How One Student Juggles Work, College And A Pandemic
For a few days each week, Josh Knight goes to class on the subway. He has to: he’s on his way to work at the Charlestown YMCA. But he’s also a first-year student in the honors program at Framingham State University.
It means that even as he boards an Orange Line car bound for North Station, he might be tuned in, via Zoom, to a seminar discussion of education reform or moral reasoning, often trying to be heard in class over the rattle.
Knight works, he says, to time his comments to the “lulls,” like when the train stops moving. “I try to shoot my point in, then stop. But this thing is ridiculous,” he laughs.
As he cranes forward to listen, you can’t help but notice the class ring — with a glinting blue stone — on his right hand. He wears it every day.
“It took me to [age] 23 to graduate from high school,” Knight says. “But it’s one of my proudest accomplishments. Because I didn’t go through what everyone else went through to graduate high school.”
He was home-schooled, taking virtual classes at Lighthouse Christian Academy — so remote learning isn’t new to him. Neither is juggling a host of competing priorities and a lot of unpredictability.
But you might wonder: why this year? Why not postpone college and focus on work and home, like thousands of other students did in Massachusetts alone? Why battle the MBTA for his participation grade?
Read the rest of this story at WBUR’s website.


_Task item_
Images are not part of the copy; write out the rest of the data exactly as given.

_Data for the task_
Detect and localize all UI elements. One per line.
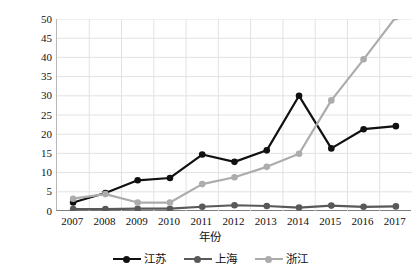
y-tick-label: 20 [26,129,52,140]
data-point[interactable] [360,56,367,63]
data-point[interactable] [360,203,367,210]
plot-area [56,19,411,211]
y-tick-label: 10 [26,167,52,178]
y-tick-label: 30 [26,90,52,101]
y-tick-label: 40 [26,52,52,63]
legend-item-江苏[interactable]: 江苏 [113,253,166,265]
data-point[interactable] [167,199,174,206]
x-tick-label: 2017 [372,214,418,228]
legend-label: 浙江 [286,253,308,265]
data-point[interactable] [134,177,141,184]
data-point[interactable] [393,203,400,210]
series-江苏 [70,93,399,206]
y-axis-tick-labels: 05101520253035404550 [26,12,52,212]
data-point[interactable] [70,195,77,202]
data-point[interactable] [231,202,238,209]
y-tick-label: 0 [26,206,52,217]
y-tick-label: 15 [26,148,52,159]
data-point[interactable] [199,203,206,210]
legend-marker-icon [255,254,283,264]
y-tick-label: 35 [26,71,52,82]
data-point[interactable] [263,147,270,154]
data-point[interactable] [296,150,303,157]
data-point[interactable] [134,205,141,211]
data-point[interactable] [296,93,303,100]
data-point[interactable] [70,206,77,211]
legend-item-上海[interactable]: 上海 [184,253,237,265]
gridlines [57,19,412,211]
legend-marker-icon [113,254,141,264]
data-point[interactable] [263,203,270,210]
y-tick-label: 25 [26,110,52,121]
data-point[interactable] [102,206,109,211]
legend-label: 上海 [215,253,237,265]
y-tick-label: 50 [26,14,52,25]
data-point[interactable] [134,199,141,206]
data-point[interactable] [393,123,400,130]
series-上海 [70,202,399,211]
data-point[interactable] [263,164,270,171]
legend-label: 江苏 [144,253,166,265]
x-axis-title: 年份 [0,230,420,244]
data-point[interactable] [231,159,238,166]
data-point[interactable] [360,126,367,133]
data-point[interactable] [199,181,206,188]
series-浙江 [70,19,399,206]
chart-legend: 江苏上海浙江 [0,249,420,269]
line-chart: 增殖放流数量/亿单位 05101520253035404550 20072008… [0,0,420,273]
data-point[interactable] [328,97,335,104]
data-point[interactable] [328,145,335,152]
x-axis-tick-labels: 2007200820092010201120122013201420152016… [56,214,411,230]
data-point[interactable] [199,151,206,158]
legend-item-浙江[interactable]: 浙江 [255,253,308,265]
data-point[interactable] [296,204,303,211]
data-point[interactable] [102,191,109,198]
y-tick-label: 45 [26,33,52,44]
data-point[interactable] [167,175,174,182]
legend-marker-icon [184,254,212,264]
plot-svg [57,19,412,211]
data-point[interactable] [328,202,335,209]
data-point[interactable] [231,174,238,181]
data-point[interactable] [167,205,174,211]
y-tick-label: 5 [26,186,52,197]
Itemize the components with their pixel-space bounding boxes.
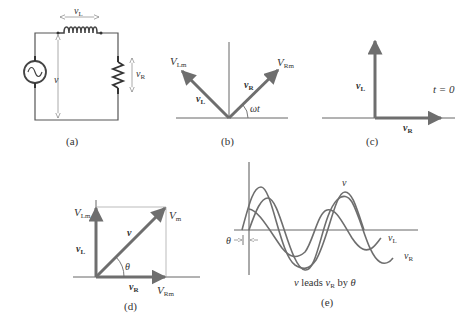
angle-arc <box>116 257 124 277</box>
caption-c: (c) <box>366 135 379 148</box>
wire-top-right <box>101 33 118 58</box>
panel-a-circuit: vL v vR (a) <box>24 5 145 148</box>
label-VRm: VRm <box>277 56 294 70</box>
label-vL: vL <box>388 232 397 245</box>
wire-bottom <box>35 83 118 120</box>
caption-e: (e) <box>321 296 334 309</box>
panel-c-phasors: vL vR t = 0 (c) <box>322 41 455 148</box>
phasor-Vm <box>96 208 165 277</box>
label-VLm: VLm <box>170 55 187 69</box>
caption-d: (d) <box>124 300 137 313</box>
label-vR: vR <box>129 281 139 294</box>
waveform-vR <box>249 196 393 270</box>
figure-canvas: vL v vR (a) VLm VRm vL vR ωt (b) vL vR t… <box>0 0 476 324</box>
label-theta: θ <box>125 261 130 272</box>
caption-a: (a) <box>66 135 79 148</box>
wire-top-left <box>35 33 58 61</box>
lead-note: v leads vR by θ <box>294 277 356 290</box>
label-v: v <box>127 227 132 238</box>
panel-b-phasors: VLm VRm vL vR ωt (b) <box>170 42 294 148</box>
label-vR: vR <box>403 122 413 135</box>
label-vL: vL <box>76 243 85 256</box>
label-VLm: VLm <box>74 206 91 220</box>
ac-source-icon <box>24 56 46 88</box>
label-vR: vR <box>136 68 145 81</box>
label-Vm: Vm <box>169 209 182 223</box>
panel-d-phasor-sum: VLm Vm v vL θ vR VRm (d) <box>73 200 200 313</box>
label-v: v <box>54 74 59 85</box>
angle-arc <box>243 105 248 118</box>
label-omega-t: ωt <box>250 103 260 114</box>
panel-e-waveforms: θ v vL vR v leads vR by θ (e) <box>226 162 418 309</box>
label-t-equals-0: t = 0 <box>433 83 455 95</box>
label-vL: vL <box>356 80 365 93</box>
resistor-icon <box>113 56 123 94</box>
label-vR: vR <box>404 250 413 263</box>
label-theta: θ <box>226 235 231 246</box>
waveform-vL <box>249 209 381 257</box>
label-vL: vL <box>74 5 83 18</box>
label-v: v <box>342 177 347 188</box>
caption-b: (b) <box>221 135 234 148</box>
inductor-icon <box>57 27 103 35</box>
label-VRm: VRm <box>157 284 174 298</box>
phasor-VLm <box>182 71 229 118</box>
label-vR: vR <box>244 79 254 92</box>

_Written answer_
Detect and localize all UI elements. One per line.
y-tick-label: 20 [26,129,52,140]
data-point[interactable] [360,56,367,63]
data-point[interactable] [360,203,367,210]
plot-area [56,19,411,211]
y-tick-label: 10 [26,167,52,178]
y-tick-label: 30 [26,90,52,101]
y-tick-label: 40 [26,52,52,63]
legend-item-江苏[interactable]: 江苏 [113,253,166,265]
data-point[interactable] [167,199,174,206]
x-tick-label: 2017 [372,214,418,228]
legend-label: 浙江 [286,253,308,265]
data-point[interactable] [134,177,141,184]
data-point[interactable] [393,203,400,210]
series-江苏 [70,93,399,206]
y-axis-tick-labels: 05101520253035404550 [26,12,52,212]
data-point[interactable] [70,195,77,202]
data-point[interactable] [231,202,238,209]
y-tick-label: 0 [26,206,52,217]
y-tick-label: 15 [26,148,52,159]
data-point[interactable] [199,203,206,210]
legend-marker-icon [255,254,283,264]
y-tick-label: 35 [26,71,52,82]
data-point[interactable] [263,147,270,154]
data-point[interactable] [296,150,303,157]
data-point[interactable] [134,205,141,211]
data-point[interactable] [296,93,303,100]
data-point[interactable] [70,206,77,211]
legend-item-上海[interactable]: 上海 [184,253,237,265]
gridlines [57,19,412,211]
legend-marker-icon [113,254,141,264]
data-point[interactable] [263,203,270,210]
y-tick-label: 25 [26,110,52,121]
data-point[interactable] [102,206,109,211]
legend-label: 上海 [215,253,237,265]
y-tick-label: 50 [26,14,52,25]
data-point[interactable] [134,199,141,206]
data-point[interactable] [393,123,400,130]
series-上海 [70,202,399,211]
data-point[interactable] [263,164,270,171]
legend-label: 江苏 [144,253,166,265]
x-axis-title: 年份 [0,230,420,244]
data-point[interactable] [231,159,238,166]
data-point[interactable] [360,126,367,133]
data-point[interactable] [199,181,206,188]
series-浙江 [70,19,399,206]
chart-legend: 江苏上海浙江 [0,249,420,269]
line-chart: 增殖放流数量/亿单位 05101520253035404550 20072008… [0,0,420,273]
data-point[interactable] [328,97,335,104]
data-point[interactable] [328,145,335,152]
x-axis-tick-labels: 2007200820092010201120122013201420152016… [56,214,411,230]
data-point[interactable] [199,151,206,158]
legend-item-浙江[interactable]: 浙江 [255,253,308,265]
data-point[interactable] [296,204,303,211]
data-point[interactable] [102,191,109,198]
y-tick-label: 45 [26,33,52,44]
data-point[interactable] [167,175,174,182]
legend-marker-icon [184,254,212,264]
plot-svg [57,19,412,211]
data-point[interactable] [328,202,335,209]
data-point[interactable] [231,174,238,181]
data-point[interactable] [167,205,174,211]
y-tick-label: 5 [26,186,52,197]
Itemize the components with their pixel-space bounding boxes.
angle-arc <box>116 257 124 277</box>
caption-c: (c) <box>366 135 379 148</box>
wire-top-right <box>101 33 118 58</box>
panel-a-circuit: vL v vR (a) <box>24 5 145 148</box>
label-VRm: VRm <box>277 56 294 70</box>
label-vL: vL <box>388 232 397 245</box>
wire-bottom <box>35 83 118 120</box>
caption-e: (e) <box>321 296 334 309</box>
panel-c-phasors: vL vR t = 0 (c) <box>322 41 455 148</box>
phasor-Vm <box>96 208 165 277</box>
label-VLm: VLm <box>170 55 187 69</box>
caption-d: (d) <box>124 300 137 313</box>
label-vR: vR <box>129 281 139 294</box>
waveform-vR <box>249 196 393 270</box>
figure-canvas: vL v vR (a) VLm VRm vL vR ωt (b) vL vR t… <box>0 0 476 324</box>
label-theta: θ <box>125 261 130 272</box>
caption-a: (a) <box>66 135 79 148</box>
wire-top-left <box>35 33 58 61</box>
lead-note: v leads vR by θ <box>294 277 356 290</box>
label-v: v <box>127 227 132 238</box>
panel-b-phasors: VLm VRm vL vR ωt (b) <box>170 42 294 148</box>
label-vR: vR <box>403 122 413 135</box>
label-vL: vL <box>76 243 85 256</box>
label-VLm: VLm <box>74 206 91 220</box>
ac-source-icon <box>24 56 46 88</box>
label-vR: vR <box>136 68 145 81</box>
label-Vm: Vm <box>169 209 182 223</box>
panel-d-phasor-sum: VLm Vm v vL θ vR VRm (d) <box>73 200 200 313</box>
label-v: v <box>54 74 59 85</box>
angle-arc <box>243 105 248 118</box>
label-omega-t: ωt <box>250 103 260 114</box>
panel-e-waveforms: θ v vL vR v leads vR by θ (e) <box>226 162 418 309</box>
label-t-equals-0: t = 0 <box>433 83 455 95</box>
label-vL: vL <box>356 80 365 93</box>
resistor-icon <box>113 56 123 94</box>
label-vR: vR <box>404 250 413 263</box>
label-theta: θ <box>226 235 231 246</box>
waveform-vL <box>249 209 381 257</box>
label-vL: vL <box>74 5 83 18</box>
label-v: v <box>342 177 347 188</box>
caption-b: (b) <box>221 135 234 148</box>
inductor-icon <box>57 27 103 35</box>
label-VRm: VRm <box>157 284 174 298</box>
phasor-VLm <box>182 71 229 118</box>
label-vR: vR <box>244 79 254 92</box>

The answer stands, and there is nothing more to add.